When I started running. I would head out with a wristwatch and a folded-up printout of a beginner running program I had found on Runner’s World. When I got home, I would gulp a cold drink, take a quick shower, and enter the day’s run into an online log. It was 1999 or so, and I believe I was still using a 486.

A decade later, I borrowed a fantastic piece of technology from a friend: a gigantic watch that could tell you what pace you were running right now. It was amazing. I started marathon training that winter, and got a similar watch for Christmas: a Garmin 305. That thing was my best buddy: it told me how long I was running, how far, and how fast. It could track any splits or laps I asked it to. I could download my data after each run and see a map of where I had been! A chart listing my time for each mile! A graph showing exactly where I sped up or slowed down!

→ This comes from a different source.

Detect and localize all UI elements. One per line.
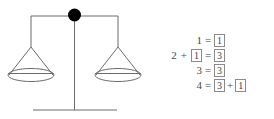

More time passed, and an even more wonderful thing happened: all of those features started showing up in smartphone apps — and, oh yeah, I got a smartphone. Now I could start up something like RunKeeper and have a robot lady tell me, at every mile, how fast I was running and how far I had left to go. If I wanted to follow a certain interval program, the robot lady could prompt me when to speed up and when to slow down. And at the end of the day, I could get the same data dump my high-tech watch used to give me, no charging cable needed.

And yet, the more serious I got about my running and about my athletic endeavours in general, the less I cared about the data dump. Most of those numbers didn’t help me train. Some were harmless distractions, but others tricked me into shifting my goals. For example, I bombed one race because I was focused on seeing the “right” numbers on my watch, when I should have paid more attention to how I was feeling.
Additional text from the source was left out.